Oireachtas Joint and Select Committees
Wednesday, 19 June 2019
Joint Oireachtas Committee on Children and Youth Affairs
Impact of Homelessness on Children: Discussion (Resumed)
Ms Tanya Ward:
I will share my response with my colleague. We support a constitutional right to housing and the time is right to seek a constitutional referendum. It does not guarantee a house for every person, as has been noted, but it would set a clear direction to the Government about what it must do with respect to housing. Looking at the standard and unpacking it, there would be an onus on the State to provide homeless accommodation or a homeless services response and to provide social housing to vulnerable groups. It would also have to look at the quality of accommodation, as conditions have a major impact on the welfare of children and families.
There is the question of how a constitutional right to housing has been interpreted in other countries when people have taken cases under such a provision. It has not necessarily led to a slap on the wrist for a government or that a particular person had to be given a house. These are progressive rights so governments have had to realise them over time in line with available resources.
It puts a spotlight on the Government's approach. Has the Government done everything that it can with its available resources to address this issue or have its decisions or actions been irrational in some way? It would shift the direction of how homeless and housing policy are developed. We have heard a few times about the issue with using prevention measures to keep people in their homes which would be challenged because we have private property rights in the Constitution. The Chief Justice and members of the court in general seem to be quite open about this issue which needs to be tested. If we had a right to housing in the Constitution, it would help to balance that issue. Private property rights would not trump the right to housing, nor would the right to housing trump private property rights. The courts would have to interpret both together. As the Ombudsman for Children said, it would be a strong statement that we are about providing everyone with an adequate standard of living, including the right to a house. It does not mean in reality that everyone gets a house but is more about the approach of the State to housing and accommodation. That is what it means legally.
A good case in South Africa explains this. It relates to a local equivalent of a county council which knocked down a shanty town for social housing. It was a good goal but the court said that the authority could not knock down a shanty town and not provide an alternative for the families living there. It found against the state. Those are the ways that a right to housing could improve or help the decisions that the Government and county councils might be making in this area. My colleague, Mr. Mooney, will address best interest assessments, and I will come back about developmental issues and long-term impacts.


◆ Assignment: Repeat only the lines below that run from the line with "The width and height of the screenshot is (1050, 576)." to the line with "This screenshot has", ends included; skip every picture.

◆ Provided data:

***

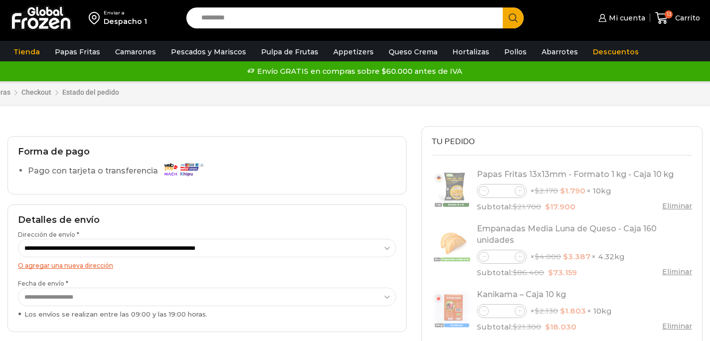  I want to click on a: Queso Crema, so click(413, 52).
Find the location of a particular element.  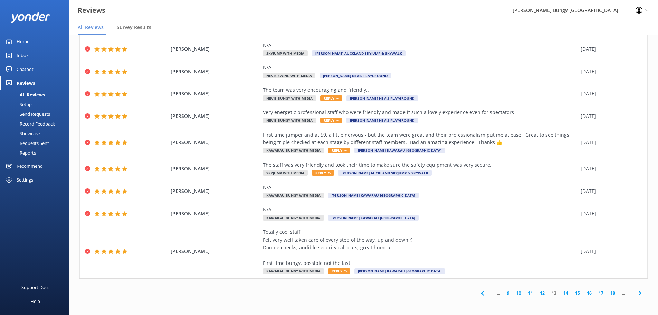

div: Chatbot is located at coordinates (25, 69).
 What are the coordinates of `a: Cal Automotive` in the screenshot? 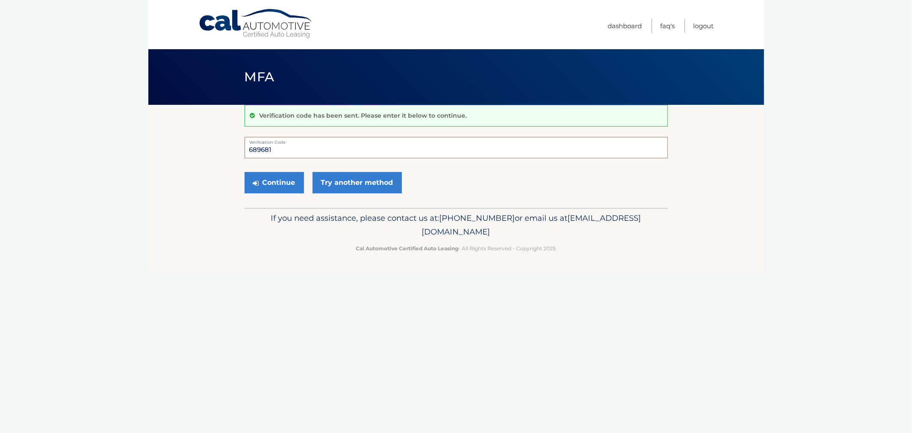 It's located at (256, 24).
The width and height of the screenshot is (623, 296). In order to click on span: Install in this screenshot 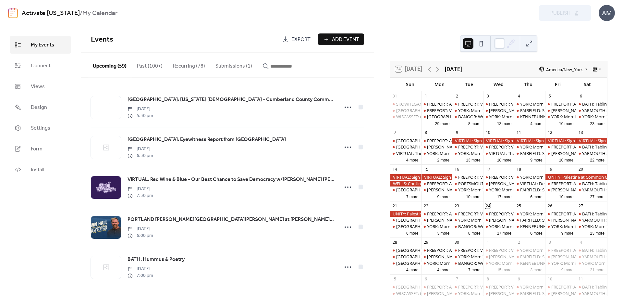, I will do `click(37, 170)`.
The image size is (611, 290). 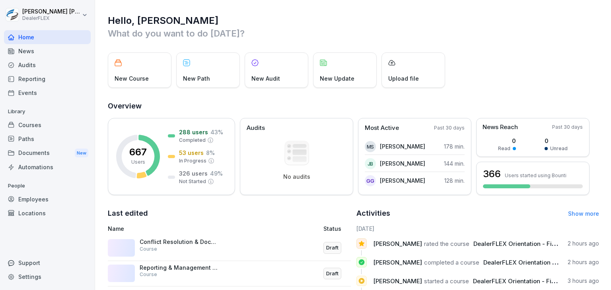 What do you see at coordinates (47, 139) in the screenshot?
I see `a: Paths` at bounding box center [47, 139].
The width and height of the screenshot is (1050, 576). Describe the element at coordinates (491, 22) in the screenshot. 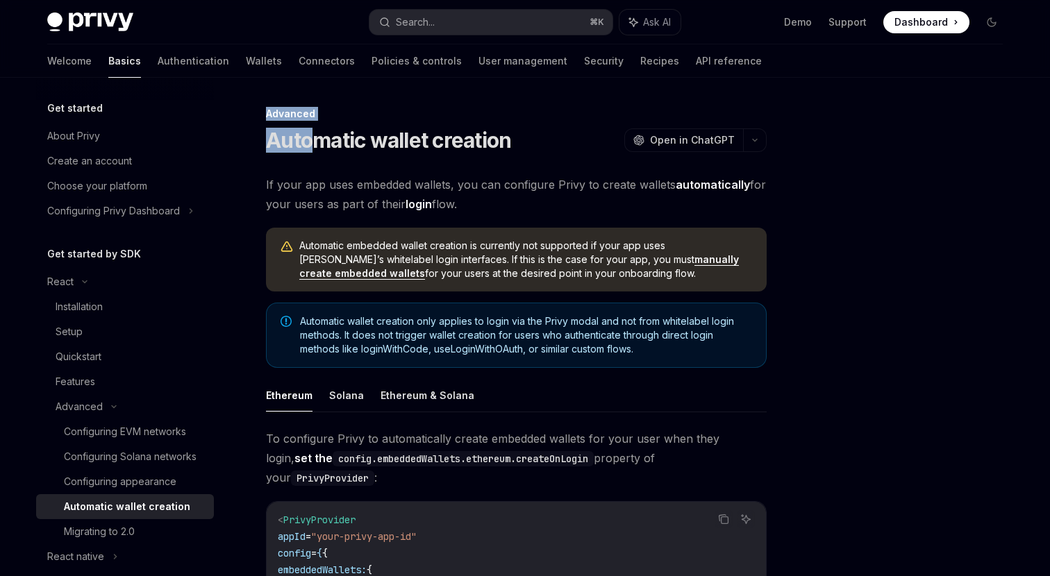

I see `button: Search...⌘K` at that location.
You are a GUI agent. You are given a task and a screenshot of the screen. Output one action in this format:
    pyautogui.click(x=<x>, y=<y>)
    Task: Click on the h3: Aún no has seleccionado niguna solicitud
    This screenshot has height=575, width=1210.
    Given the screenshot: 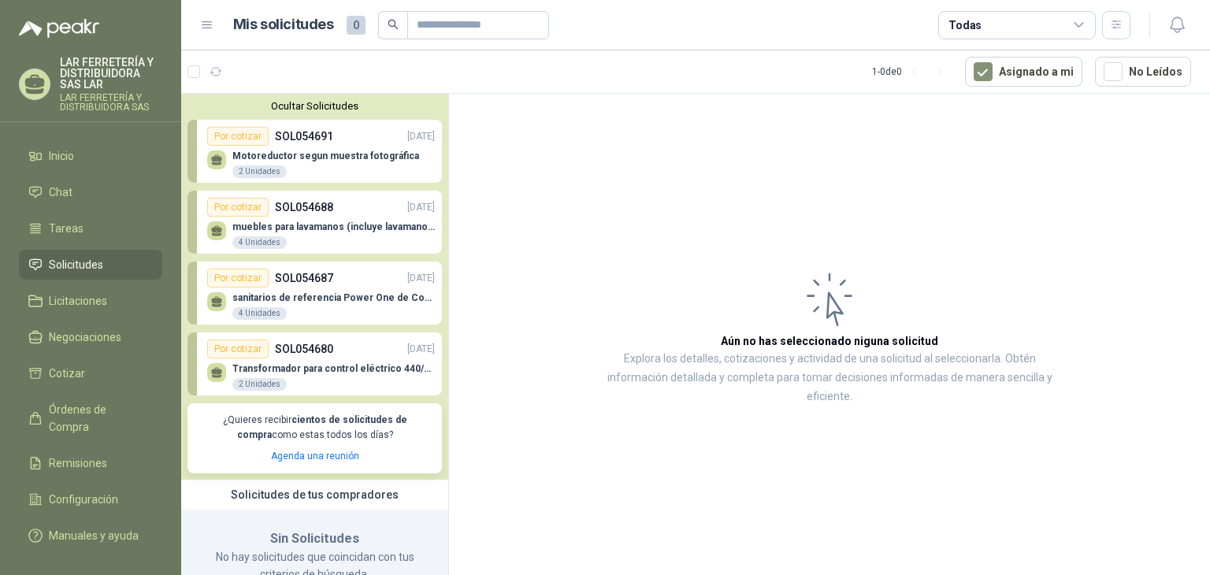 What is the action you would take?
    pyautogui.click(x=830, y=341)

***

◆ Task answer:
The width and height of the screenshot is (1050, 576). Describe the element at coordinates (491, 22) in the screenshot. 

I see `button: Search...⌘K` at that location.
You are a GUI agent. You are given a task and a screenshot of the screen. Output one action in this format:
    pyautogui.click(x=<x>, y=<y>)
    Task: Click on the h3: Aún no has seleccionado niguna solicitud
    This screenshot has height=575, width=1210.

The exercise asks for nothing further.